Saturday, December 15, 2007

Below Cost

I stood in line at the post office yesterday for about 25 minutes. It was the kind of line that usually evokes nervous fits and swearing. This line was very calm, though -- the woman holding it up was sending 13 Christmas boxes to her children in Iraq. It's always a gift when a room full of people become kind to each other...

How does a box get from Arlington Massachusetts to Iraq? Planes trains and automobiles... and a lot of gasoline -- a lot of it diesel fuel.

Today I learned that in India, refineries are selling diesel fuel below cost. For me, this story originated in a blog in the Wall Street Journal, which lead to a blog on Bloomberg and a story in the LA Times.

Below cost.

Meanwhile, back in the US, diesel prices reached an all time high last month. All Time. According to the LA Times, The average U.S. price for a gallon of diesel reached $3.42 last Monday, nearly 80 cents higher than a year earlier, according to the Energy Department's weekly survey of filling stations. At a Shell station in Santa Ana, diesel was selling for $4.13 a gallon.

Diesel fuels almost all shipping, all trucking and all farm equipment in this country. This means prices are about to go up -- sharply -- in all areas of the consumer economy as soon as the increase in fuel prices trickle down. But as much as prices are going up, the situation in India has to mean they are still at a false low.

Below cost.

Why does anyone take less than they need in exchange for what they have to offer? In India, the low price of gas is balancing out an inflated worth of the rupee -- so that the strength of the economy outweighs the the refinery losses.

It reminds me of a conversation I had with a friend in Harvard Square a few days ago... Personally, we take less than what we need because of what we find attractive. We are fueled by desire and greed ... maybe the idealism to believe that with the strength we gain now we can fix it all in the near future. We bank on the riches of the future to make up for the deficits of now.

But the only ways for a truly strong now -- in the economy in India or the friendships and intimacies of daily life -- are based on truth of commodity, exchange and value.

1 comment:

Jennifer S. Flescher said...

my dear old friend Raina writes from India:

on the price of diesel in india,however, it is not as you say;
oil remains a sector that is still regulated to an occasional extent for two reasons:
it is crucial to security interests, and ,two, its pricing affects most consumer goods needed by india's impoverished peoples; of some 1.2 billion indians, some 700 millions still subsist on under 50 cents a day!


INSTRUCTIONS FOR THE TASK: Going through the entries below, count each line that holds "after" and give only the total.

Records from a collection of figures:
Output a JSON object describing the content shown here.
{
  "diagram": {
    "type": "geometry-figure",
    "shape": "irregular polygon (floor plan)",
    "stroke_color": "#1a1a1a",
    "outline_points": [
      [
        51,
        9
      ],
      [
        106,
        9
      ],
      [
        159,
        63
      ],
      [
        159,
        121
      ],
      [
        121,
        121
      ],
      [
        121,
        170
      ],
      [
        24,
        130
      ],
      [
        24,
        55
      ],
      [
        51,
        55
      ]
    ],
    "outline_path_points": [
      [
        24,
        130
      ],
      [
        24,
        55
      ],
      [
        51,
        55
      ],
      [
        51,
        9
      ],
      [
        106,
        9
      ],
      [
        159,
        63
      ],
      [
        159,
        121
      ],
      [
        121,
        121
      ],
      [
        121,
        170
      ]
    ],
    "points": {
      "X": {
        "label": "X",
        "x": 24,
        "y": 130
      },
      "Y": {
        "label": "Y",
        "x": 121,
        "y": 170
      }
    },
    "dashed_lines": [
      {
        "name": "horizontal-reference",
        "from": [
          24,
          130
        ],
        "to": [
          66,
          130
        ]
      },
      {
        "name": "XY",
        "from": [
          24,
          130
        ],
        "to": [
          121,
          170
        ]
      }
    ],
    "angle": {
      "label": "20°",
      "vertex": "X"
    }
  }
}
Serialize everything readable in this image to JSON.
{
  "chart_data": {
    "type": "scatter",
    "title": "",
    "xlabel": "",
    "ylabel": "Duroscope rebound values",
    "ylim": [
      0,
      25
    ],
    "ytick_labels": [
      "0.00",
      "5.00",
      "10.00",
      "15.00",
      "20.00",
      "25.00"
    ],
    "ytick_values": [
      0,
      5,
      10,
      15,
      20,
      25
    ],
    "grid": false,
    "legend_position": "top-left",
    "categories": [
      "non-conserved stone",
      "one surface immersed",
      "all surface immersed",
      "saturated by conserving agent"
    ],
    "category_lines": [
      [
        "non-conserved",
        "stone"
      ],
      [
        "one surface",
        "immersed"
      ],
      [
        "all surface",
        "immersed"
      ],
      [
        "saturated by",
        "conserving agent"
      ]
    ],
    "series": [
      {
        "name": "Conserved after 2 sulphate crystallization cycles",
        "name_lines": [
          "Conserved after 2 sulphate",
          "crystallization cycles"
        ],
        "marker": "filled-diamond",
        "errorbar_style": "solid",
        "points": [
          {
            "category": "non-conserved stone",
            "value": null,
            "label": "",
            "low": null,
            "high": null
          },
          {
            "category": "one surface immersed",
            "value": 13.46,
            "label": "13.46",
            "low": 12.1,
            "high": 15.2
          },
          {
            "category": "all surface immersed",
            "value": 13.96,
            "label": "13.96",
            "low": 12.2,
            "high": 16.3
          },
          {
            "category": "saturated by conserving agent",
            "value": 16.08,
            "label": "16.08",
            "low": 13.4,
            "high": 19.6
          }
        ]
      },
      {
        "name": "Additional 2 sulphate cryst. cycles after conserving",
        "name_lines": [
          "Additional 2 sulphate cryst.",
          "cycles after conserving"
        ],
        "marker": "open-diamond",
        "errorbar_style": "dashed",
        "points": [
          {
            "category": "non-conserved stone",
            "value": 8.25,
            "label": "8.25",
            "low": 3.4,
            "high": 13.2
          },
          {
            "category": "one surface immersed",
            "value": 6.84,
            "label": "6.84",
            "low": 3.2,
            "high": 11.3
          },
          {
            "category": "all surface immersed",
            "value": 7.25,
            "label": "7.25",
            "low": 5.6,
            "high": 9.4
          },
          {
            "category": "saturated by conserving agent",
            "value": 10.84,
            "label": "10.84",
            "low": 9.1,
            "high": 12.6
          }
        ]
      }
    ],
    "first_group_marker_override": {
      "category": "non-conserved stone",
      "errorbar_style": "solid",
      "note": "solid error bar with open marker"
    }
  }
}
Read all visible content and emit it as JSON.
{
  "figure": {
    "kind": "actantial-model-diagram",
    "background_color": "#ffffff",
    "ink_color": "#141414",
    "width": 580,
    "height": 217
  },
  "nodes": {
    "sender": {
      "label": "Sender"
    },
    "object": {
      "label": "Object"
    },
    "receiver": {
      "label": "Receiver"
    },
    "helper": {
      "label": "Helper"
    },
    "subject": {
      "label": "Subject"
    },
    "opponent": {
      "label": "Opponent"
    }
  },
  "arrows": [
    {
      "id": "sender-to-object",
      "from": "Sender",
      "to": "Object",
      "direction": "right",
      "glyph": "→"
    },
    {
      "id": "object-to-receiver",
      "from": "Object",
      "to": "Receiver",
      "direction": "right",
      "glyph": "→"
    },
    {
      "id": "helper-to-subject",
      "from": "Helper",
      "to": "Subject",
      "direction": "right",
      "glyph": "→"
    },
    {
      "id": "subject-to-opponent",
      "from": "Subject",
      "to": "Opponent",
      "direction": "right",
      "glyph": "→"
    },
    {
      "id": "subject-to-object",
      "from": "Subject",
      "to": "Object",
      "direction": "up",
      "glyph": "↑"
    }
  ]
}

ANSWER SPACE: 4